Like I said, Christmas was a Big, Big Deal.

Last year we had our first Hanukkah. I was determined to celebrate it as Jewishly as possible, to kind of gloss over missing Christmas, and since it ended only two days before Christmas, it wasn’t that big of a loss for me that year. It covered up the things I was missing. I considered an Eitz HaMoed (Tree of the Seasons) and then decided against it, feeling it wasn’t a properly Jewish thing to do. All the decorations I’ve lugged around with me for years stayed in a box in the back of the office closet. We exchanged Hanukkah gifts and lit the menorah, sang the songs and spun the dreidel, learned how to make latkes and went out for Chinese and a movie on the day itself… and it seemed to be a relief not to have to do all the hoopla.

But this year, I don’t know. I’m a Jew, I know that in my heart, and as such the religious meaning of Christmas is no longer relevant to me. I don’t miss the pontificating or the moralizing or any of the trappings of the faith I was raised in.

But it’s not the religious meaning that I miss. It’s the traditions that I miss. And those traditions are not necessarily religious. They’re just… family. Memory. Things I grew up with, that I don’t know how to translate into a Jewish setting. Yet.

It’s things like the smell of evergreens and hot apple cider. It’s the white lights twinkling against glass balls hung on a tall pine tree. It’s the train set my father set up under the tree every year and delighted over. It’s humming along with songs that are part of me to my bones.

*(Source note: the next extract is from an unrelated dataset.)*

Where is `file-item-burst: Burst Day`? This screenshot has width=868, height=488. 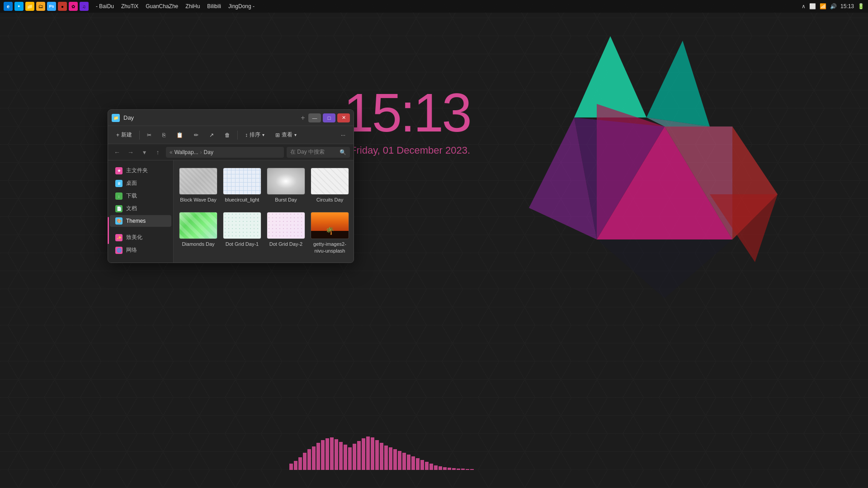 file-item-burst: Burst Day is located at coordinates (286, 185).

And it’s missing my dad, too. It was one of his favorite times of year – the entire month of December, really. And he was told the day after Christmas in 2008 that he had about two weeks to live. (It turned out to be a month.)

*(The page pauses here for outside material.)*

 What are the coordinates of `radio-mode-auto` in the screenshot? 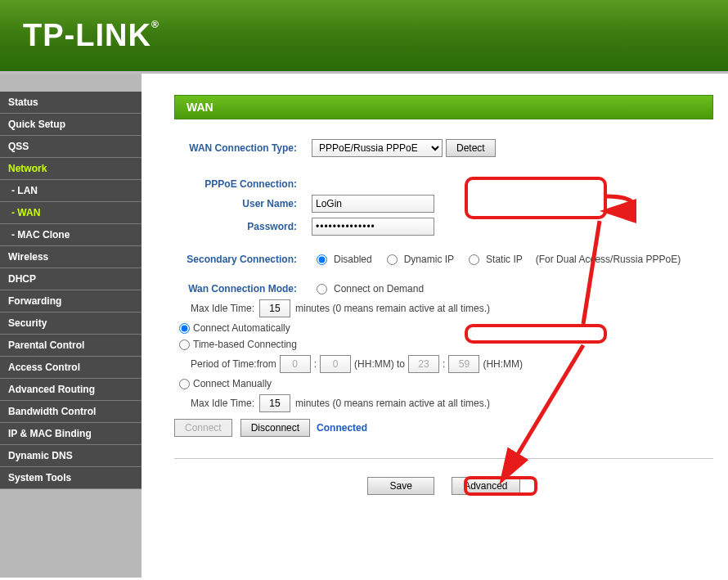 It's located at (185, 329).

So, I’m a Jew who doesn’t celebrate Christmas. That’s not going to change. I shy away from singing any Christmas carol that references the religious aspects of this increasingly secular holiday in any way. I admit to singing along with Deck the Halls at my daughter’s high-school choir concert earlier this month, because that’s just a song that celebrates the winter holiday.

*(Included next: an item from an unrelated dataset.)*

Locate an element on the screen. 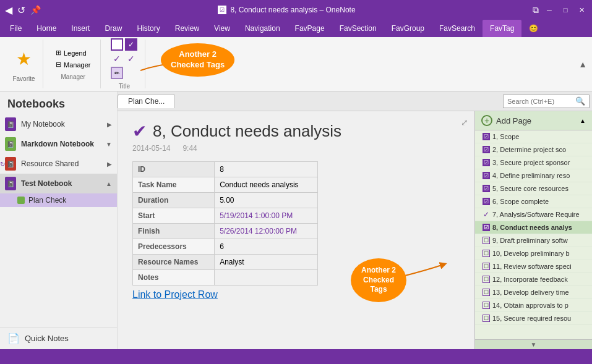 The image size is (592, 364). minimize-button: ─ is located at coordinates (549, 10).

But next year, I want to find a way to have some of that feeling come back to me. I want to find a way to make December a month of celebration again. I mean, learning Hanukkah songs has helped, but there’s only so many times you can sing O Hanukkah before it all starts to sound the same.

Here. Have a song from Tim Minchin. Apart from the Dawkins bit, it’s pretty much how I feel.


I want to thank my readers for hanging on and hanging in with me after the overwhelming experience of having gone to the mikveh and the beit din a few months ago. I’ve been slammed with work and very tired most of this fall, but I hope to get back to this blog now that things are easing off. In the meantime, I hope you have or did have a great holiday-of-your-choice, and I’ll hope to be back in the swing of things soon.